Use Nimbus for the 80% of tests that exercise business logic, SOQL, triggers, and class behavior — the ones you run dozens of times an hour. Use scratch orgs for the 20% that require platform features Nimbus doesn't replicate: complex sharing rules, approval processes, UI rendering. They're complements, not competitors.
What each one actually is
Scratch orgs
A scratch org is a temporary, configurable Salesforce org provisioned from your DevHub. Full platform fidelity — every feature works exactly as it does in production. Each developer typically gets their own, so there's no shared state. The catch: provisioning takes 30 seconds to several minutes, your source has to be pushed, and the org sits behind DevHub's daily and active limits (100 active / 200 per day for most editions).
Nimbus
Nimbus runs a complete Apex interpreter on your machine with an embedded PostgreSQL. SOQL executes as real SQL, triggers fire on DML, flows run from your .flow-meta.xml files, and each test runs in an isolated transaction. No org, no credentials, no internet. Tests typically finish in tens of milliseconds.
The numbers that matter
- Test run time, single test: scratch org ~5–15 seconds (deploy + execute + retrieve); Nimbus ~10–200 ms.
- Full suite (1000 tests): scratch org 8–20 minutes; Nimbus 30–90 seconds.
- First-time setup: scratch org 5–30 minutes (config, push, install); Nimbus < 1 minute (single binary).
- Operational cost: scratch org consumes DevHub limits and CI minutes; Nimbus runs on your laptop or CI runner — no external service.
- Credentials needed: scratch org requires JWT cert, connected app, DevHub access; Nimbus needs none.
Where scratch orgs win
- Full platform features. Complex sharing rules, OWD, role hierarchy, approval processes, async @future/@queueable/Batchable lifecycles, Visualforce/LWC rendering, real platform events end-to-end. Nimbus implements some of these, not all.
- Governor-limit fidelity. Heap size and CPU time are measured against Salesforce's own platform hardware. Nimbus can track structural limits (SOQL rows, DML statements) but resource-based limits aren't comparable across machines.
- Pre-deployment validation. The last gate before production — run on a real org to verify the deploy itself works.
- UI work. Anything that requires the org UI to render and respond.
Where Nimbus wins
- Inner-loop speed. Edit a class, save, see results before your hands leave the keyboard. The same loop in scratch orgs is a coffee break.
- Offline. Train, plane, coffee shop with no Wi-Fi — Nimbus runs.
- CI without an org. No JWT cert, no DevHub limits, no scratch org pool to exhaust. Standard JUnit XML and Cobertura XML plug into GitHub Actions, GitLab, SonarQube, Codecov.
- Agentic workflows. AI agents work in write-test-fix loops. The loop only works when tests run in seconds. Nimbus makes Apex viable for Claude Code, Cursor, and Copilot the same way Python and TypeScript already are.
- Per-developer cost. No DevHub limit consumed for every developer running tests all day.
How teams actually use them together
The pattern we see most often:
- Local development: Nimbus for every test run during active work. Watch mode re-runs affected tests on save.
- Pull-request CI: Nimbus runs the full suite as the merge gate. JUnit XML + Cobertura plug into the existing CI.
- Pre-deployment: a scratch org or sandbox runs the same tests as the final platform-fidelity check before promoting to production.
The DevHub-heavy "every PR provisions a scratch org" pattern goes away. Scratch orgs become a deployment-validation tool, not a development dependency.
Migration — what changes in practice
# Before: scratch-org loop
sf org create scratch -f config/project-scratch-def.json -d
sf project deploy start
sf apex run test --suite-names MySuite --result-format json --wait 10
# After: Nimbus loop
nimbus test "MySuite.*"Your sfdx-project.json, your classes, your triggers, your flows — Nimbus reads them in place. No copying, no parallel project, no separate test files. The same @isTest classes that run on the platform run locally.
Try it on your project
Install in one line, point Nimbus at the same repo your scratch org loop runs against, and run your existing tests. If the suite passes locally, you've just replaced the inner loop. If it doesn't, the failures tell you exactly which platform features still need a scratch org — and which ones don't.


# Task:
In the listing below, print exactly the lines between the line holding "You are a GUI" and the line holding "Image resolution: width=1335", inclusive, and no more.

# Data excerpts:
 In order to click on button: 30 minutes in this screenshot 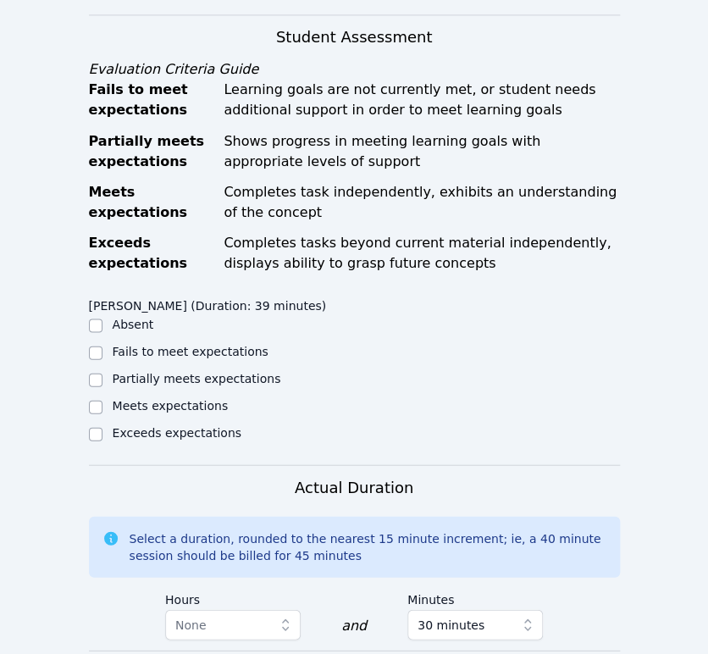, I will do `click(475, 624)`.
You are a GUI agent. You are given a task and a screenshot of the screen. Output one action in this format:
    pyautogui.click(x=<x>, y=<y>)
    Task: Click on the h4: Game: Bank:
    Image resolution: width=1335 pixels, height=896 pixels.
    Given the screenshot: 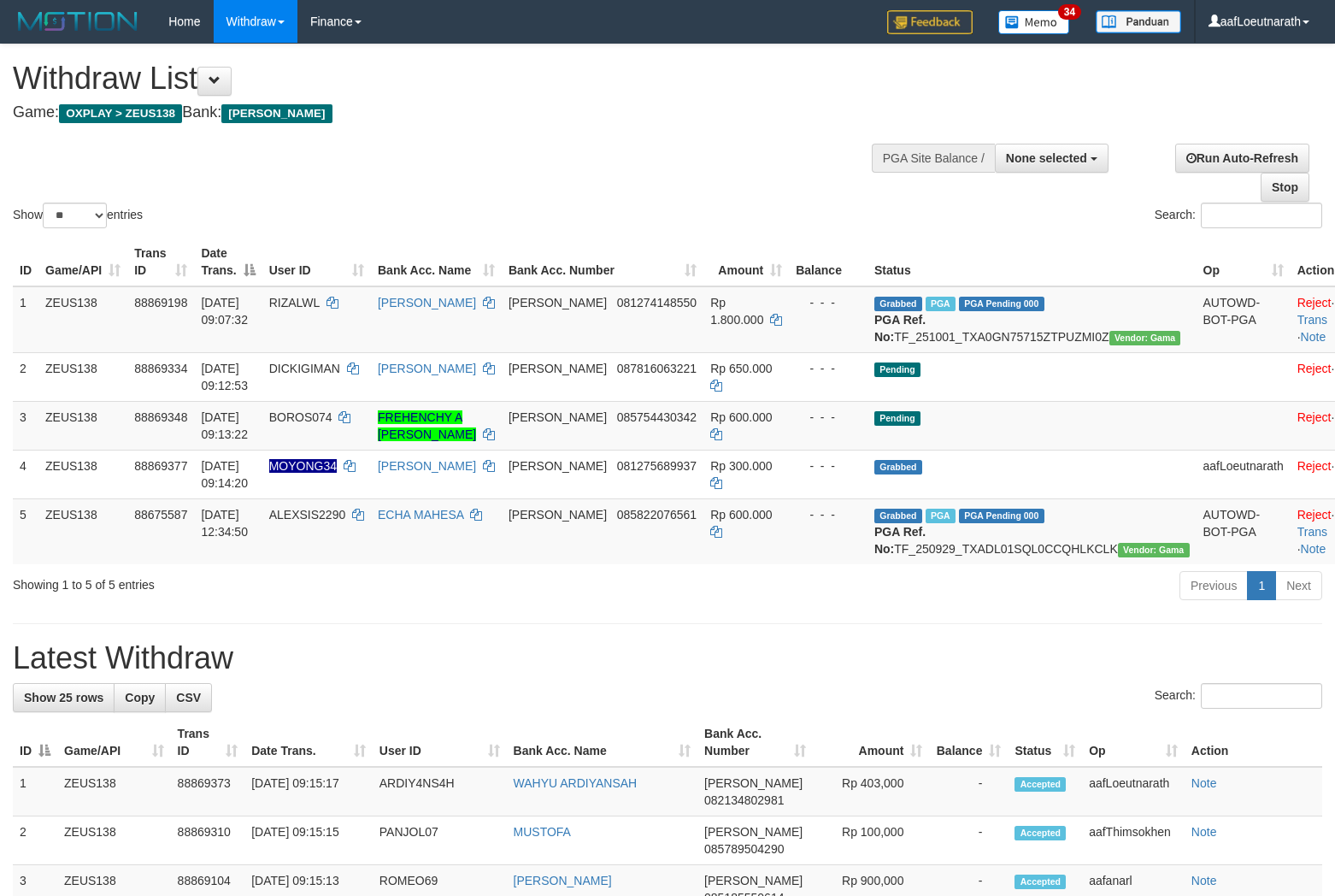 What is the action you would take?
    pyautogui.click(x=443, y=113)
    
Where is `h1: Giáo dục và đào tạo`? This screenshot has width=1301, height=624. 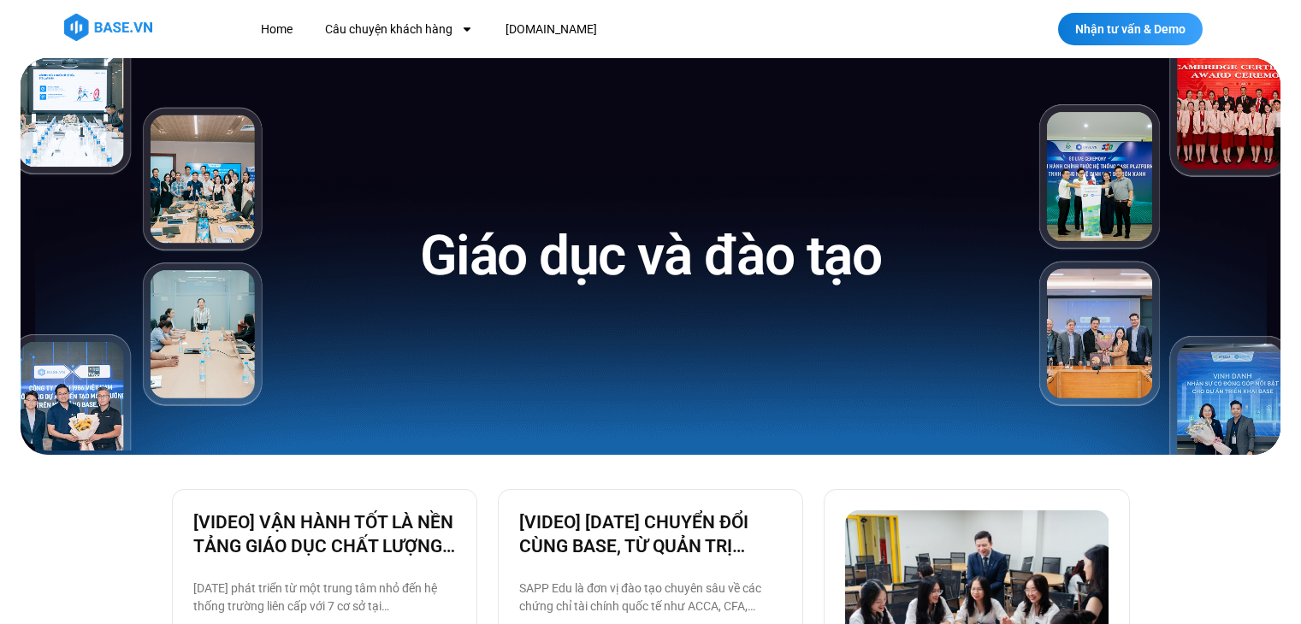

# Output for this exercise:
You are a GUI agent. You are given a task and a screenshot of the screen. Output one action in this format:
    pyautogui.click(x=<x>, y=<y>)
    Task: Click on the h4: Game: Bank:
    Image resolution: width=1335 pixels, height=896 pixels.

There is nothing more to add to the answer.